Step #4: Invest in the community
How does Google keep the conversation going after a product launch? Being one of the richest companies on the planet does give it an advantage, since Google isn’t shy about spending whatever it takes to give the campaign the best chance to succeed. For example, for the new fonts, Google sponsored Typographics, an annual design conference.
“It was our way to launch a product and talk about that product and our work,” Giampietro said, “and also be part of the community, be on the ground, and hear what’s important to type designers.”
Sponsorships don’t just warm designers up to Google because of the money, they provide access Google can use to iterate its product to better address user concerns.
Step #5: Be human
That brings us to Google’s final step on the design hierarchy. The entire Google Fonts project was born from Giampietro realizing, “We care about typography, we love typography, and value typographers and their work, and we show that by going the extra mile to give them a great platform to show these projects.”
During the Q&A after the keynote, when asked about the homogenization of contemporary design, Giampietro also reminded the audience, “Interfaces are fashion … and fashion is information.

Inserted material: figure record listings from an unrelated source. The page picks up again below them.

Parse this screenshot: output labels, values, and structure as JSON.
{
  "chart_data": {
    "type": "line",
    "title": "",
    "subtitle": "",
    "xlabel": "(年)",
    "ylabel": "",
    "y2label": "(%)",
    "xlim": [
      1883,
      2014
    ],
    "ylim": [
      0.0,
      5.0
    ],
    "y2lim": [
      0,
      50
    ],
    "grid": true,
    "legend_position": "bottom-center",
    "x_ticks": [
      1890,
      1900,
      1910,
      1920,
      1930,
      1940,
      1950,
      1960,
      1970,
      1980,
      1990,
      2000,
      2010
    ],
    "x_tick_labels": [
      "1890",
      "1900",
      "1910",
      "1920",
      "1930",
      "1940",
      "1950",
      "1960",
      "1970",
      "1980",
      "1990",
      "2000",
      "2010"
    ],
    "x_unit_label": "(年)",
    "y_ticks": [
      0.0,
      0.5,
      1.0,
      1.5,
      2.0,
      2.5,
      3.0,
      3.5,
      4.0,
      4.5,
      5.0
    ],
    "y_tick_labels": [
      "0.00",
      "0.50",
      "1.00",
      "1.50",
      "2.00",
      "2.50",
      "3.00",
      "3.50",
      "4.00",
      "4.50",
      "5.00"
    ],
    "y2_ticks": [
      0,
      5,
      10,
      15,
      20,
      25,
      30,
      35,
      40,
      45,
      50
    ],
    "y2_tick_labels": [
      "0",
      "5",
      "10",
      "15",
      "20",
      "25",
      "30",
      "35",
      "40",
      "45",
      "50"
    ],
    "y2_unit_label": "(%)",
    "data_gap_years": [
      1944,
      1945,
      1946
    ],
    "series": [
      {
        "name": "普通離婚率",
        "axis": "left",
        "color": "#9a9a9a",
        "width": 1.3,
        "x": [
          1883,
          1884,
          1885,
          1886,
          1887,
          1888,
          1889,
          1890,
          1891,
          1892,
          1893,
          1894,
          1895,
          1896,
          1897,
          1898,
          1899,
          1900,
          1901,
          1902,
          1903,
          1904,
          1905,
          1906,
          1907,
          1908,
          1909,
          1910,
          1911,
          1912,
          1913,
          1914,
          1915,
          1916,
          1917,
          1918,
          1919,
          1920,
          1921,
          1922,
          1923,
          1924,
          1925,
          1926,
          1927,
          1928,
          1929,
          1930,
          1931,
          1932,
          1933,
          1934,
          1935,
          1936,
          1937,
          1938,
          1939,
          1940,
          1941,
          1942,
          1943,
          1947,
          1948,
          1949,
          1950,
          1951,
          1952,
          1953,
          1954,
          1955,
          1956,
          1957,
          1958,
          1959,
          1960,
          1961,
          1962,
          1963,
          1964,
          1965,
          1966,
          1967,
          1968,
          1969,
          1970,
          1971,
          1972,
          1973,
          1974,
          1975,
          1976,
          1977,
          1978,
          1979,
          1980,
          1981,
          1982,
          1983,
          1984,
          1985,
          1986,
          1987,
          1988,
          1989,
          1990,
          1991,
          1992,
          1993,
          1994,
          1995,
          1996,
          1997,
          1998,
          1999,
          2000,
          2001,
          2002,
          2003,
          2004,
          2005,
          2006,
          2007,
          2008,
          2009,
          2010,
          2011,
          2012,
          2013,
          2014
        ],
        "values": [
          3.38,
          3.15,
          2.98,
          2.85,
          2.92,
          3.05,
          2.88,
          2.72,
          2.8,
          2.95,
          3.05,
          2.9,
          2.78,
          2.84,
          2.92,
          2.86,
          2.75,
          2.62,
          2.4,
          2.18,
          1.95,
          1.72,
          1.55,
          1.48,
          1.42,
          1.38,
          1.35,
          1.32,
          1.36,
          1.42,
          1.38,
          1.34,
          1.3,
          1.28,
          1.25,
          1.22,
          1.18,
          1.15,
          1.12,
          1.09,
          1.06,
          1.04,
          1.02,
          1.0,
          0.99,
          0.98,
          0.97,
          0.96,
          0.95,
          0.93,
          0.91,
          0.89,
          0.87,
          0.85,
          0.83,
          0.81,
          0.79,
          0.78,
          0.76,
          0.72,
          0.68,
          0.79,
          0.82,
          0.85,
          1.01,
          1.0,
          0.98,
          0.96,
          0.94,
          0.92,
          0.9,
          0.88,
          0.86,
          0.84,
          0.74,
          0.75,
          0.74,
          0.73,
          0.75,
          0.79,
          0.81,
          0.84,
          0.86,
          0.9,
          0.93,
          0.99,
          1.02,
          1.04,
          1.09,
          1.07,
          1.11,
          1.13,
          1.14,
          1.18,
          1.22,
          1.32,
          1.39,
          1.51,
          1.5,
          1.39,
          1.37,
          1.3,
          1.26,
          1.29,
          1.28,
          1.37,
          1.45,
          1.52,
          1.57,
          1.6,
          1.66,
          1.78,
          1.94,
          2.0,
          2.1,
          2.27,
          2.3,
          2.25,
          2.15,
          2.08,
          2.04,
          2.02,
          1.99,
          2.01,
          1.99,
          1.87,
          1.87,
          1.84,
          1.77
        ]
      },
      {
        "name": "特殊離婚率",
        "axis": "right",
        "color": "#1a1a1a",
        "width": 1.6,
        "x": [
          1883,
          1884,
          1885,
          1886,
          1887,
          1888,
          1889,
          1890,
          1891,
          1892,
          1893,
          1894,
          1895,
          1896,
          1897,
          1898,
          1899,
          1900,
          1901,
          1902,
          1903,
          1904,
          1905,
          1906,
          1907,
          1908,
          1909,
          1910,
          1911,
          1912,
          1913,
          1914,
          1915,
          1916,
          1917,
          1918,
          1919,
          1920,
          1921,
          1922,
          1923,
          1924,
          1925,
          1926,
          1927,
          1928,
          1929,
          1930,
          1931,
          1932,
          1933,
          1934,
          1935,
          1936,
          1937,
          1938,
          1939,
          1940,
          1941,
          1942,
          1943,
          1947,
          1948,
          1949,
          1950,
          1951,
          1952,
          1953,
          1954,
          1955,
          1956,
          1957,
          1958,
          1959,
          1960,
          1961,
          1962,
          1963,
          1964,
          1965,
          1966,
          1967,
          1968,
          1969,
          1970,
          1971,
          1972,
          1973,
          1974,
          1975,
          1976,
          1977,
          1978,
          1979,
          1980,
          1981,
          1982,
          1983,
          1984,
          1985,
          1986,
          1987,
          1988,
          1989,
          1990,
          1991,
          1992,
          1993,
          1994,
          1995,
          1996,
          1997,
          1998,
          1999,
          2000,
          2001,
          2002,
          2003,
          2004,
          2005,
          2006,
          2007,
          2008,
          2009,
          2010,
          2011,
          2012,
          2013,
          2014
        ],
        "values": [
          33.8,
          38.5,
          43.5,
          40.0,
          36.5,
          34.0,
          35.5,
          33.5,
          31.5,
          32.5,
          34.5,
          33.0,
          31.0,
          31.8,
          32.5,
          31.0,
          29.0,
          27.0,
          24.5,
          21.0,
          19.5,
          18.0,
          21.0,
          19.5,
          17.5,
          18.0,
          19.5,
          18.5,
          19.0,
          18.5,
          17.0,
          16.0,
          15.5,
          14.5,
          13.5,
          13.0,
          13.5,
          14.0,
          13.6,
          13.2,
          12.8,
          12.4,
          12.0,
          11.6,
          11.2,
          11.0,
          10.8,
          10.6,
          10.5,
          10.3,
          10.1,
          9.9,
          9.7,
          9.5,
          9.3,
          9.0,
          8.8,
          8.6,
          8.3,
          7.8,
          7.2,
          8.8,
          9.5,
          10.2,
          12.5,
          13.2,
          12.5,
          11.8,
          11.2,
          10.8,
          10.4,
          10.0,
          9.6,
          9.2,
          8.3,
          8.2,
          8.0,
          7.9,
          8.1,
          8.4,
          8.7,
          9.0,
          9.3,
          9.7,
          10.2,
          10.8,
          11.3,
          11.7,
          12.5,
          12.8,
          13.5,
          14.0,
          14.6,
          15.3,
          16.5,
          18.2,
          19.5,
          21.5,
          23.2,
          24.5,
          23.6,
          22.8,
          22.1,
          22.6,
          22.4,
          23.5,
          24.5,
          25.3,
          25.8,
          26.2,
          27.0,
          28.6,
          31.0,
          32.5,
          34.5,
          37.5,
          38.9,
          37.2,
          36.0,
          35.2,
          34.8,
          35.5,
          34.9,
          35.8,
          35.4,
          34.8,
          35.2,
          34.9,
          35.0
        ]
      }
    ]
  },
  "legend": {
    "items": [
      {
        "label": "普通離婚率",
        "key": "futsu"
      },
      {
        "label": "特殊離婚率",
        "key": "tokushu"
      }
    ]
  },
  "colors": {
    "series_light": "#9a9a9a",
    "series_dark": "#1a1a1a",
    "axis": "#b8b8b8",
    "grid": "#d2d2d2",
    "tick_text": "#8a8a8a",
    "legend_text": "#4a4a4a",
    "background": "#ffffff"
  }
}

Fashion communicates.”
When thinking about design strategy, remember to take a look at what everyone else is doing and consider what your design says to an audience. MasterCard, for instance, just changed its logo. Giampietro noted that “by doing what MasterCard did, they signaled to other people that they are more like an internet startup than a huge financial corporation, and that was important to them.”
Essentially, design like what you want to be—not what you already are.
Image by Albert CheungGet better at your job right now.